Paper detail

Learning piecewise Lipschitz functions in changing environments

Optimization in the presence of sharp (non-Lipschitz), unpredictable (w.r.t. time and amount) changes is a challenging and largely unexplored problem of great significance. We consider the class of piecewise Lipschitz functions, which is the most general online setting considered in the literature for the problem, and arises naturally in various combinatorial algorithm selection problems where utility functions can have sharp discontinuities. The usual performance metric of $\mathit{static}$ regret minimizes the gap between the payoff accumulated and that of the best fixed point for the entire duration, and thus fails to capture changing environments. Shifting regret is a useful alternative, which allows for up to $s$ environment shifts. In this work we provide an $O(\sqrt{sdT\log T}+sT^{1-β})$ regret bound for $β$-dispersed functions, where $β$ roughly quantifies the rate at which discontinuities appear in the utility functions in expectation (typically $β\ge1/2$ in problems of practical interest). We also present a lower bound tight up to sub-logarithmic factors. We further obtain improved bounds when selecting from a small pool of experts. We empirically demonstrate a key application of our algorithms to online clustering problems on popular benchmarks.

preprint2020arXivOpen access
0citations
0reviews
0saves
Nocode
Nodataset
0institutions

Next steps

Decide what to do with this paper

Use like or dislike for the fast social read. The more specific scholarly feedback stays available below when needed.

Log in to curate

Reading frame

Keep the important context close to the paper

Keep the important signals around this paper in one place: votes, save state, collection context, reviews and the metadata you need before deciding what to do next.

Institutions

Add specific reaction

Move through the context

Research map

Open full explorer

Move through nearby people, institutions, topics and adjacent work without leaving the paper page.

Building this graph slice

BZPEER is loading the nearby papers, people, topics and institutions for this page.

Structured reviews

0 review(s)

ContributeLeave structured feedbackUse the review template when you have a concrete strength, concern or method question.Open review form

No structured reviews yet. High-signal critique starts here.

Work discussion

0 comment(s)

DiscussAdd a high-signal commentKeep quick notes, caveats and replication pointers separate from formal reviews.Open comment form

No discussion yet. The first strong comment sets the tone.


### What needs to be done
The answer must be every line of the records below that holds the word "peaks".

### Supplied entries
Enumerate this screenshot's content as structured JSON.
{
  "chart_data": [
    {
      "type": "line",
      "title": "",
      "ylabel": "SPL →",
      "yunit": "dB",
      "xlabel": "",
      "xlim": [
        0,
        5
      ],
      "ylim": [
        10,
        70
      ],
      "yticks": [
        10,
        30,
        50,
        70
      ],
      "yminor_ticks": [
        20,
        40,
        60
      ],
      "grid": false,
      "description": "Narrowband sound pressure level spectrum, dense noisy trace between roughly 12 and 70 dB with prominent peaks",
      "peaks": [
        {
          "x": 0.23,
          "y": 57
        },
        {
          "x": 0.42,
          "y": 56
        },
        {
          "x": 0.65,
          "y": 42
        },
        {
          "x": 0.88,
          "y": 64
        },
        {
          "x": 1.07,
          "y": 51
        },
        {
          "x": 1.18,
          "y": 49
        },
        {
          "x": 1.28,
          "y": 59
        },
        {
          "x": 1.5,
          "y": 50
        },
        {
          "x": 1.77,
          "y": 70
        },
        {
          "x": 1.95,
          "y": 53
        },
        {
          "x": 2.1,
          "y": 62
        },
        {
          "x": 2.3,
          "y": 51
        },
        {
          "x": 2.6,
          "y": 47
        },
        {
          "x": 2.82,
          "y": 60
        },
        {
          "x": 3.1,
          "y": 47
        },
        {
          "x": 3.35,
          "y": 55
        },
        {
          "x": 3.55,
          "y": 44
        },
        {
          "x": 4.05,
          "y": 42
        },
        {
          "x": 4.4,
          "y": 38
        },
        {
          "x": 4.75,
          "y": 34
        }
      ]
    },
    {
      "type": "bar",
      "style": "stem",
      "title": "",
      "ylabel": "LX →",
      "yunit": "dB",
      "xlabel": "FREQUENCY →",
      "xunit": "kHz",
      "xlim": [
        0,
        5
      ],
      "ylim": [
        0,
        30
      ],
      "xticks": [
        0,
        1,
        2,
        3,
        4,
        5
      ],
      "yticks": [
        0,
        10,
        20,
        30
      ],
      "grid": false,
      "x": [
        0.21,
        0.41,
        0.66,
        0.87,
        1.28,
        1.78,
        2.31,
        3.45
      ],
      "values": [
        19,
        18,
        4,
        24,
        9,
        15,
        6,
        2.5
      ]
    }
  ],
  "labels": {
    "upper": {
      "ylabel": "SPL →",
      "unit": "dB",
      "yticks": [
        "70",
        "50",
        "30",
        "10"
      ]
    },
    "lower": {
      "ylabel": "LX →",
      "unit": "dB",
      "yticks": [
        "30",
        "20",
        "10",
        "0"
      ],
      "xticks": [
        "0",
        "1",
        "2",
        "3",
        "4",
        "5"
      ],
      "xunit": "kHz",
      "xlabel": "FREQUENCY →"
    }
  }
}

==

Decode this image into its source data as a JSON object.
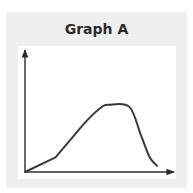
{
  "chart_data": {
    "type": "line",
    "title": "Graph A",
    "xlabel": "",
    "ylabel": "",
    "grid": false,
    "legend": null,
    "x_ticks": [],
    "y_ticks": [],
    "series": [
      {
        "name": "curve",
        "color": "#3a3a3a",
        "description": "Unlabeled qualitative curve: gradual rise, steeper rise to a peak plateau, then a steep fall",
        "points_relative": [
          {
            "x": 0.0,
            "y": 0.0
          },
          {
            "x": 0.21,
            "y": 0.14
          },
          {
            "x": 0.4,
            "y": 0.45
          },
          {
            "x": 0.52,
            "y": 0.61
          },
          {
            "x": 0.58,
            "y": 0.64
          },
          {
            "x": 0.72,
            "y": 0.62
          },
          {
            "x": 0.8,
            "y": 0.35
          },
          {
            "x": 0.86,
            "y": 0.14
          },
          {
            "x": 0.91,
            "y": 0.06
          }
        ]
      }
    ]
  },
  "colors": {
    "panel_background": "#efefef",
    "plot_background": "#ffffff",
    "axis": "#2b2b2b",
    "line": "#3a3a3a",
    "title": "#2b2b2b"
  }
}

### Finished exercise
      "description": "Narrowband sound pressure level spectrum, dense noisy trace between roughly 12 and 70 dB with prominent peaks",
      "peaks": [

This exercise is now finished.